I'm an Egyptologist. I'm a remote sensing specialist, and I'm a space archaeologist.
When you think about the scale of human populations all over the world and the fact that there's so much here, really, the only way to be able to visualize that is to pull back in space... It allows us to see hidden temples and tombs and pyramids and even entire settlements.
Getting permission to use a drone in Egypt was problematical.
Itjtawy was ancient Egypt's capital for over four hundred years, at a period of time called the Middle Kingdom about four thousand years ago. The site is located in the Faiyum of Egypt, and the site is really important because in the Middle Kingdom there was this great renaissance for ancient Egyptian art, architecture and religion.
A lot of people are surprised when I talk so much about the present, but politics is just a crucial part of archaeology.
The only technology that can 'see' beneath the ground is radar imagery. But satellite imagery also allows scientists to map short- and long-term changes to the Earth's surface. Buried archaeological remains affect the overlying vegetation, soils and even water in different ways, depending on the landscapes you're examining.
Satellite datasets like WorldView can see objects as small as 1.5 feet in diameter. In 2014, WorldView-3 will be able to see objects a small as a foot.
Choosing an unconventional career path - I am not a traditional Egyptologist by any means. I found what I love, and I have stuck with it.
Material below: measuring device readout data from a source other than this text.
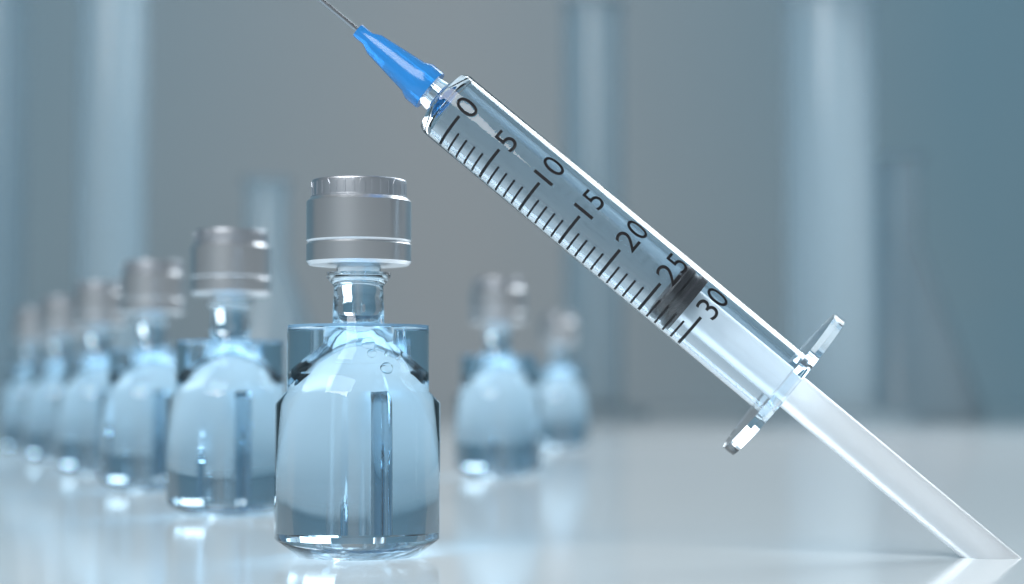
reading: 26 (no unit)
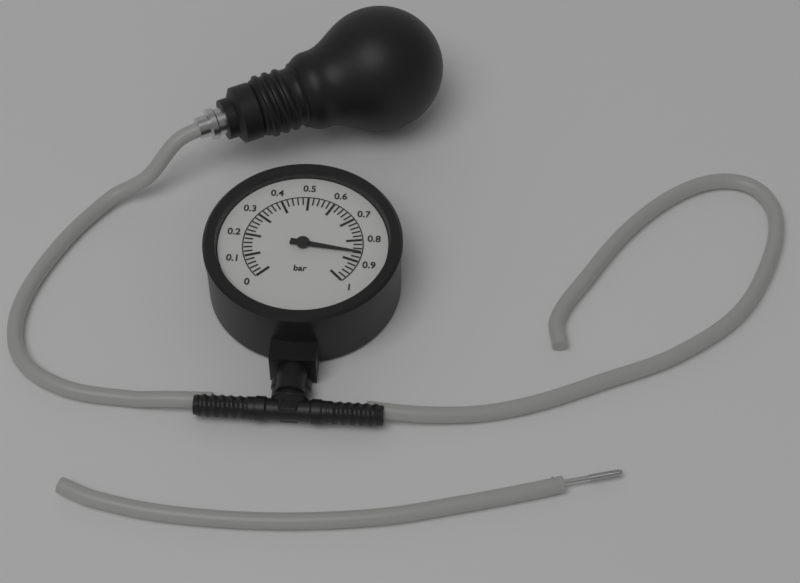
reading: 0.86 bar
If you find a series of linear shapes in the same alignment as known archaeological features, and they match excavated examples, you still need to excavate to confirm, but you can be fairly sure that the imagery is accurate.
Google Earth is an incredible resource because from hundreds of miles in space, we can zoom in, and we can find things. Everyone always looks for their house first. That is the tip of the iceberg with remote sensing.
A picture is worth a thousand words. A satellite image is worth a million dollars.